I thought it, but I didn’t quite have the courage to say it. No, what I said was, “Who’s going to break the bad news to Razor Stewart? Who’s going to tell him that a chunk of his income is about to be rehabilitated?”
“I’d have thought you’d be looking forward to it.”
She was right, I was looking forward to it, but when I finally confronted Stewart a few hours later, it turned out that he couldn’t have cared less.
“Take the bitch,” he said. “She costin’ more than she’s worth. Word, Mister Means, they ain’t enough cock in New York to keep that bitch high. Not when she can’t do no more than give fi’-dollar blow-jobs.” He motioned me closer, his voice dropping to a whisper. “She think she so smart. Went to
Vassar.
Treat me like shit in the beginnin’. Me, ah took it. Kep’ feedin’ the bitch steady dope. Tellin’ her how much ah love her. How she the only bitch for me. How all these other bitches don’ mean nothin’. They jus’ workin’ under my protection. Tellin’ her it’s all bid-ness. Except for her, mah onliest true love.”
It was a familiar story. Take one inexperienced girl with a fondness for the fast lane. Romance her until she’s hopelessly strung out. Put her ass out on the street. Beat her into submission when she balks. Dump her when she’s finally used up. The only added ingredient in the recipe was Razor’s hatred of Dolly’s education. That and his obvious pleasure in her downfall.
“Has she got the virus, Razor? She been tested yet?”
His eyes jerked up, trying to figure out where I was coming from. If I was pissed off, he’d try to deflect my anger, even if he didn’t know exactly why I was mad.
“Ah can’t say as how I rightly know. She ain’t never been tested; not so she told me about. But she been shootin’ up so long I figure she gotta have it. She gotta have it and she gotta be steady givin’ it out to her tricks. Ah say it serve the motherfuckers right. Tricks ain’t nothin’ but massa comin’ to the slave quarters. Only difference, he wavin’ a few bills, ’stead of passin’ out hair ribbons. Ah hopes they give it to all they wives.”
“If the tricks are ‘massa,’” I said, “then who are you?
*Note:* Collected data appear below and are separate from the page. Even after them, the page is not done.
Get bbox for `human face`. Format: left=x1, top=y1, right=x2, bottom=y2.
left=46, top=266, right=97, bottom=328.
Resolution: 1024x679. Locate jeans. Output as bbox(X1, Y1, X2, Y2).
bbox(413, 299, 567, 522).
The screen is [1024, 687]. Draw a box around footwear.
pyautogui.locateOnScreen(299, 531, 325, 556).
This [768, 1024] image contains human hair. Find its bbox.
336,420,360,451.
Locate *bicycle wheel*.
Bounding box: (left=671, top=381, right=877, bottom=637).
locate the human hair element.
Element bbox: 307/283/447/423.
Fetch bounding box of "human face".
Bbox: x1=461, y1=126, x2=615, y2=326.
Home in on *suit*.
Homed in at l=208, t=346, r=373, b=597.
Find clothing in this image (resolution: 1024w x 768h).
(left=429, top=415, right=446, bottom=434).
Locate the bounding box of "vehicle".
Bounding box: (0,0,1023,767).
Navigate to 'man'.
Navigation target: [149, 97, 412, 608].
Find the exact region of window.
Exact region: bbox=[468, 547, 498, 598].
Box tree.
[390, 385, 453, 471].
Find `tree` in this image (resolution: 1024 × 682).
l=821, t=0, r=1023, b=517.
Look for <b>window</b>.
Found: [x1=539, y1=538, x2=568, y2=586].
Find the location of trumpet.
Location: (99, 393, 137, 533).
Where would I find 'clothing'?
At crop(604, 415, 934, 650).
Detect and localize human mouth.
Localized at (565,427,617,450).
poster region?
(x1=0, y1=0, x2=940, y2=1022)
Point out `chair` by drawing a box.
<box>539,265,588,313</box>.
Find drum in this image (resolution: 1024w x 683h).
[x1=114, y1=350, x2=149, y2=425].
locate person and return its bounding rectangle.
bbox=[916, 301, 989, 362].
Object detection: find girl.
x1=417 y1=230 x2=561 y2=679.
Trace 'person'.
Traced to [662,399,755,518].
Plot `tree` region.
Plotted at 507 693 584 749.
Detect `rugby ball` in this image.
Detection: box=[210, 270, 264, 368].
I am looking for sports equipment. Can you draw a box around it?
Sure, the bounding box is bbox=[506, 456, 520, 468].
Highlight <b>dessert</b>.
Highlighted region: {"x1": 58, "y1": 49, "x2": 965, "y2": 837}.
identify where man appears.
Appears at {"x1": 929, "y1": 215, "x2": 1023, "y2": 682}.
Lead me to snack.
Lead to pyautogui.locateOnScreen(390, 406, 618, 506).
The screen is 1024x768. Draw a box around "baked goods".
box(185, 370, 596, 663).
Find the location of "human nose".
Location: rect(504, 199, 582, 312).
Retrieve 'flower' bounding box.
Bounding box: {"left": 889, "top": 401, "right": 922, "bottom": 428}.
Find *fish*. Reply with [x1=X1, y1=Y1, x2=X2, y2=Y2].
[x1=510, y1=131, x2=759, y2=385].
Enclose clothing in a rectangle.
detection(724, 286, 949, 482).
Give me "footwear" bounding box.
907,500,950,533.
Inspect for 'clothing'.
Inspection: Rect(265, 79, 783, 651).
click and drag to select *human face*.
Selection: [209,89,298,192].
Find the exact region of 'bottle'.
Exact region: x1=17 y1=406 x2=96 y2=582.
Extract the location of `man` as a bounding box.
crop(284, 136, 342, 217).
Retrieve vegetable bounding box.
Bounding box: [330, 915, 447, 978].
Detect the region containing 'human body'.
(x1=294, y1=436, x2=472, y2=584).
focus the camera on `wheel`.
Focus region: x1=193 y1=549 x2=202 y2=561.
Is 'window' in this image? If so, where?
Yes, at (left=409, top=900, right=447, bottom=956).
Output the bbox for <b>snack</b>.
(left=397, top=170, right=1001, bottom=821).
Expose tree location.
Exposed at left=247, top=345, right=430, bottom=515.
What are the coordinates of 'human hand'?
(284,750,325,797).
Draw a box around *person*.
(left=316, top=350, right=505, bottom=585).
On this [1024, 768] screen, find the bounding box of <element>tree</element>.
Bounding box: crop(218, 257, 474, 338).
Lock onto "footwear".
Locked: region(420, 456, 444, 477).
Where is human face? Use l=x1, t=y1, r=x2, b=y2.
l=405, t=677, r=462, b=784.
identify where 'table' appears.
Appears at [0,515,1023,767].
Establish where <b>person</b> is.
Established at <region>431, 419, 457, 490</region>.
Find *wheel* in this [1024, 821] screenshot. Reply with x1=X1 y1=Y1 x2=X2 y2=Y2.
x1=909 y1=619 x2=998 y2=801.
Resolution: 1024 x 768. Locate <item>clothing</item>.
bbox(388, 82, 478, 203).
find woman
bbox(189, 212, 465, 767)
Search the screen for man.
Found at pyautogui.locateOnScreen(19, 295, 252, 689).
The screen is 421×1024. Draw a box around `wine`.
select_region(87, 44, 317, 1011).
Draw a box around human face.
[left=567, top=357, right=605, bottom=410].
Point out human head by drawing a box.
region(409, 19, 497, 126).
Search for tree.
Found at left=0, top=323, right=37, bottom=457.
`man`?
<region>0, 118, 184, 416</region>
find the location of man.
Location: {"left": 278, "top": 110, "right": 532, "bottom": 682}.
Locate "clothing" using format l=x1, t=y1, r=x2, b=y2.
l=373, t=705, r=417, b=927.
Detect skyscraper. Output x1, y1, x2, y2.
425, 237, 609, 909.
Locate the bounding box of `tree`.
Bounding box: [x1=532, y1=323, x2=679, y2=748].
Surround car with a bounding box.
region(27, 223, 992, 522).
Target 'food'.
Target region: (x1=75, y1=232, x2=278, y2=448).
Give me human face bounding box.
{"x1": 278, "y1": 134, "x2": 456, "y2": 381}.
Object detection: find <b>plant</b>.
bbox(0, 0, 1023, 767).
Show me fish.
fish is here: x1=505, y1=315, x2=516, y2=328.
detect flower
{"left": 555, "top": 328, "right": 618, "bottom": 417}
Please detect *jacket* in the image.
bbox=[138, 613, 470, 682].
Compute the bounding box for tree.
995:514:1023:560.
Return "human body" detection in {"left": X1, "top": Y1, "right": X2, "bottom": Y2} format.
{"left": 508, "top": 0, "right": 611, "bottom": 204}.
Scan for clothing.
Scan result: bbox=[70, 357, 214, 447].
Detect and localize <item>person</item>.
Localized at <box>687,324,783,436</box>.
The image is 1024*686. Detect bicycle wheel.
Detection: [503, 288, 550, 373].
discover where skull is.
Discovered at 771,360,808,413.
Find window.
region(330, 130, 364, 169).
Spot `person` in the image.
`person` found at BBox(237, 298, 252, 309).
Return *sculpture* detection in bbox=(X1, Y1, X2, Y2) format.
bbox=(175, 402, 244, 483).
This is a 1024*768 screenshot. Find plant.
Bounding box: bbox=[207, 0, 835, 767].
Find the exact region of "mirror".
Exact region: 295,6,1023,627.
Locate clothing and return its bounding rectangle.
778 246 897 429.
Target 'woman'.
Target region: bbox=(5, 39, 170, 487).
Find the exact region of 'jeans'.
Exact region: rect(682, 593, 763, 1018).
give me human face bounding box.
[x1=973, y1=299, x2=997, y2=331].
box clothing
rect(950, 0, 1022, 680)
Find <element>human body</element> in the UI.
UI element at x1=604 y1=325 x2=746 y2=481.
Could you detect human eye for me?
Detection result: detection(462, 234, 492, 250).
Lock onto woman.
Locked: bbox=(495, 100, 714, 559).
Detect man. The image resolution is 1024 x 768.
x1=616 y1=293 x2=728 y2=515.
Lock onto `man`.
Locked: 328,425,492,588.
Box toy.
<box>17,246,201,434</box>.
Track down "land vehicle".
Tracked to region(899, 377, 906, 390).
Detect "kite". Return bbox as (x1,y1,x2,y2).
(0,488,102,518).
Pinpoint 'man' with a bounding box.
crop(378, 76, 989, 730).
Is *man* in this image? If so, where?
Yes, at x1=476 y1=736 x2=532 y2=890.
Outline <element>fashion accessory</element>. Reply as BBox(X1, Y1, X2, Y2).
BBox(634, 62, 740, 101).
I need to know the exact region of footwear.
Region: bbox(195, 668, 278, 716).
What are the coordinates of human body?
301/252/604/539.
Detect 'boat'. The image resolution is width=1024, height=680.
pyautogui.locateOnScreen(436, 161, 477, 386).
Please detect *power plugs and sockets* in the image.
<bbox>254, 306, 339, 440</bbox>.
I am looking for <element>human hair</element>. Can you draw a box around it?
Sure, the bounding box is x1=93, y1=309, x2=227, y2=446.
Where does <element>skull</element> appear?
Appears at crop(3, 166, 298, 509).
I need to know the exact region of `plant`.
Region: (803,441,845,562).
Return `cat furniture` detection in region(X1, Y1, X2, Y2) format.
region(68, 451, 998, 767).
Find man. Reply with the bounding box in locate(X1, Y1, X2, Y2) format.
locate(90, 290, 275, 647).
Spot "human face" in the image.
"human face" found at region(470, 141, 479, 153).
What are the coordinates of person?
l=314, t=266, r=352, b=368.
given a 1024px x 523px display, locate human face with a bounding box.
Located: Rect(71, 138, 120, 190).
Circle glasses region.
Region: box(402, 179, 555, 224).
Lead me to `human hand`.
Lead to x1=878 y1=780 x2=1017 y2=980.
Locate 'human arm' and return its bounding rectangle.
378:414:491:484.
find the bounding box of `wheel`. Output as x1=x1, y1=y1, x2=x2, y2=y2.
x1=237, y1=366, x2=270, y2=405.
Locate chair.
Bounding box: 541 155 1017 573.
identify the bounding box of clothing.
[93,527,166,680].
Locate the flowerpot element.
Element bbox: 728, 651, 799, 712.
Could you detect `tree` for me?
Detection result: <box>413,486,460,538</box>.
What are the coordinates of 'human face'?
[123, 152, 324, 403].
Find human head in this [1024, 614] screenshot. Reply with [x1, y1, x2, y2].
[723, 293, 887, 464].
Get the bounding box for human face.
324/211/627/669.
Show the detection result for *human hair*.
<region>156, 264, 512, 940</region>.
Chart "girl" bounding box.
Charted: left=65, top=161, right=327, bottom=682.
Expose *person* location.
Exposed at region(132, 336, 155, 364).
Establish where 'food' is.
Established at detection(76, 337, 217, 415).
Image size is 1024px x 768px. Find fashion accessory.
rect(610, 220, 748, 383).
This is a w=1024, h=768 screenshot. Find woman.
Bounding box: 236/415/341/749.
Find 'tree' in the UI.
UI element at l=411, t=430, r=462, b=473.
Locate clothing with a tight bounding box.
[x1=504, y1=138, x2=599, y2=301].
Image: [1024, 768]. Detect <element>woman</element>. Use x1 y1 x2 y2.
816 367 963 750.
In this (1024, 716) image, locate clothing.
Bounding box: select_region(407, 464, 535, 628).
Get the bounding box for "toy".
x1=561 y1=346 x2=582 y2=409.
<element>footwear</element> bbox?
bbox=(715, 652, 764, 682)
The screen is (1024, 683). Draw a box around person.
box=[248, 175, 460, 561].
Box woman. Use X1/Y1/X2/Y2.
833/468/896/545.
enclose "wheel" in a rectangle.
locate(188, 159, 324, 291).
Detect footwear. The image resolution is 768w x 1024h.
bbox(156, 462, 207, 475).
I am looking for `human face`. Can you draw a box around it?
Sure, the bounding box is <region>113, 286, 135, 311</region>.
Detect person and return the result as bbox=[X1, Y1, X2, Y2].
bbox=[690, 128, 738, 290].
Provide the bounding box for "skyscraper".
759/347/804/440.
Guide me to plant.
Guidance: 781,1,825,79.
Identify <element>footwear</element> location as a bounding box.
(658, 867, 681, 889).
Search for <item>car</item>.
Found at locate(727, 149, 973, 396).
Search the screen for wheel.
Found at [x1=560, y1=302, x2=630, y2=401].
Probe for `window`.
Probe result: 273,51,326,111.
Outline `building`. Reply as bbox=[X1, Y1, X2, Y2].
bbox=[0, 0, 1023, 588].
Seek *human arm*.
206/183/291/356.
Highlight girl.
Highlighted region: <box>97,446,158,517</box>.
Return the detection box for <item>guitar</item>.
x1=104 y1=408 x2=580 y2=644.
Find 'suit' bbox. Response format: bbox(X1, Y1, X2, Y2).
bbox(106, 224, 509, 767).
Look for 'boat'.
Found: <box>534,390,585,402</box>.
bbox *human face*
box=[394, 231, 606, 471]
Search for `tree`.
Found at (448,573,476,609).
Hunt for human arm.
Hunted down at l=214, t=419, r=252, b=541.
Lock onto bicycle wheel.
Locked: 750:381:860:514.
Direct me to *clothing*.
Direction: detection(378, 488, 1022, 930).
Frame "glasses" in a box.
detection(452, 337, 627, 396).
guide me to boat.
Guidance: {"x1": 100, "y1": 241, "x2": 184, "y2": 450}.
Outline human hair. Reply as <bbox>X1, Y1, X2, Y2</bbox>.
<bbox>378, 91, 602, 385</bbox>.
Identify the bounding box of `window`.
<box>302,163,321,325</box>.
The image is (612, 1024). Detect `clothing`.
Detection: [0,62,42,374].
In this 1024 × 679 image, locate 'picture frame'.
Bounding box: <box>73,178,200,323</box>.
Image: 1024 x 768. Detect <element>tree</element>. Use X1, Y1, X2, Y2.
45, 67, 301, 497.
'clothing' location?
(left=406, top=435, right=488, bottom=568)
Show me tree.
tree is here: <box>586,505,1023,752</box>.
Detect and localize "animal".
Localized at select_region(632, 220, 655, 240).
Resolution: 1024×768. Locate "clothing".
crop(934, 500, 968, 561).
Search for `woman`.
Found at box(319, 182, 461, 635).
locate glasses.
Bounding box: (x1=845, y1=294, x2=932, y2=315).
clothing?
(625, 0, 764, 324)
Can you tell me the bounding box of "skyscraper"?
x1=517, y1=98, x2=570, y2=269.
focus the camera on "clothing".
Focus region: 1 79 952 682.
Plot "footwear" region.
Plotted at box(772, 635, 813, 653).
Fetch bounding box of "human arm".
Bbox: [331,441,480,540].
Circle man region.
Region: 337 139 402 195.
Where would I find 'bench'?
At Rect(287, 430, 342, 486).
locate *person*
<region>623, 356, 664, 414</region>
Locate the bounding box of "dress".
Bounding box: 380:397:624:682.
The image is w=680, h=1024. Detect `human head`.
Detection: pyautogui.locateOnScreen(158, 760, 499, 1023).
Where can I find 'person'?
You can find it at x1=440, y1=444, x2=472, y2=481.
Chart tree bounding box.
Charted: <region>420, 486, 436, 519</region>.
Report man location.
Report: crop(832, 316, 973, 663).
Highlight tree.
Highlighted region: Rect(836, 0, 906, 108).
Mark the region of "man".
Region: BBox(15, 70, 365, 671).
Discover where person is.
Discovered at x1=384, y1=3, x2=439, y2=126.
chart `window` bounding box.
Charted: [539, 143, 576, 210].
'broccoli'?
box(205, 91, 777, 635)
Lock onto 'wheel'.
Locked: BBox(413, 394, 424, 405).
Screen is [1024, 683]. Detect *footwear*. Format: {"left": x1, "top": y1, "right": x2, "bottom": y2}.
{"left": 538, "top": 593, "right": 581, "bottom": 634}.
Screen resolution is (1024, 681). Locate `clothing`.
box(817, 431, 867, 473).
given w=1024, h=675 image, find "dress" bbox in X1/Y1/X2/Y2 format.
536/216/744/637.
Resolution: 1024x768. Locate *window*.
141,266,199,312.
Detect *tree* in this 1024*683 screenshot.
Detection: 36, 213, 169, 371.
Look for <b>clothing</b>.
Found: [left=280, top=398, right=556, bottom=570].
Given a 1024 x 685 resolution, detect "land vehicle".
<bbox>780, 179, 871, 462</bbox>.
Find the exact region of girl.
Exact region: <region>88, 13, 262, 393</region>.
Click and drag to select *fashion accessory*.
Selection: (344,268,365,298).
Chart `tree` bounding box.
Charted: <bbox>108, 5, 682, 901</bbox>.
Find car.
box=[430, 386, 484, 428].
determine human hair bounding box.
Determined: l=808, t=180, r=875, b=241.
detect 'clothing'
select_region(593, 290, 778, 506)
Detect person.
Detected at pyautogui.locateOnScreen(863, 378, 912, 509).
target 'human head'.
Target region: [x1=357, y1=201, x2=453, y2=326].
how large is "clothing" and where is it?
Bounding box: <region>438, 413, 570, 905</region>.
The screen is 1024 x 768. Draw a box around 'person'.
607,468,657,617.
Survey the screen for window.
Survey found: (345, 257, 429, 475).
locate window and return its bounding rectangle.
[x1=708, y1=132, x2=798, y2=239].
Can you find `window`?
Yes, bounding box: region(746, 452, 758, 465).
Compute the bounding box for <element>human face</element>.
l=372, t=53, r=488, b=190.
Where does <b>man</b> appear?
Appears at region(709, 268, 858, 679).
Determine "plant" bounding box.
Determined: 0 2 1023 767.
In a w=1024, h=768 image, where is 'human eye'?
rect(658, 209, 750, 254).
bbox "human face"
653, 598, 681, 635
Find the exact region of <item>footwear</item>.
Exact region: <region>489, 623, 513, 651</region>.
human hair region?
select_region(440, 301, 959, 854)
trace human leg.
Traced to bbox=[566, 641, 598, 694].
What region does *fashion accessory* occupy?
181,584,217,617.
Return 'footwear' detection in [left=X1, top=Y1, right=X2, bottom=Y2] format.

You the slave who administers the whippings?”
When he finally responded, his voice showed careful respect, though his eyes remained defiant. “I hear you some kinda Indian, Mister Means. If you a Indian, tell me what the white man ever done for yo people, ’cept kill ’em. Shit, you jus’ a damn nigga like me. Takin’ massa’s pay to keep the rest of the niggas quiet. But that ain’ nothin’, but nothin’. Even niggas gotta get paid.”
I suppose I should have been angry, but I wasn’t. Razor Stewart had as much chance of understanding me as a mouse of understanding a lion. Meanwhile, he wasn’t making a fuss about losing one of his whores, which was all I cared about. At the moment. Later, once I was back in business, I’d look up old Razor and teach him something about lions.
But that was for later. For now, my job was to keep Vanessa Bouton happy. She was in the other room, pitching Dolly Dope on the joys of detox. Apparently, Dolly wasn’t an easy sell, because they were in there for the better part of an hour before Bouton opened the door.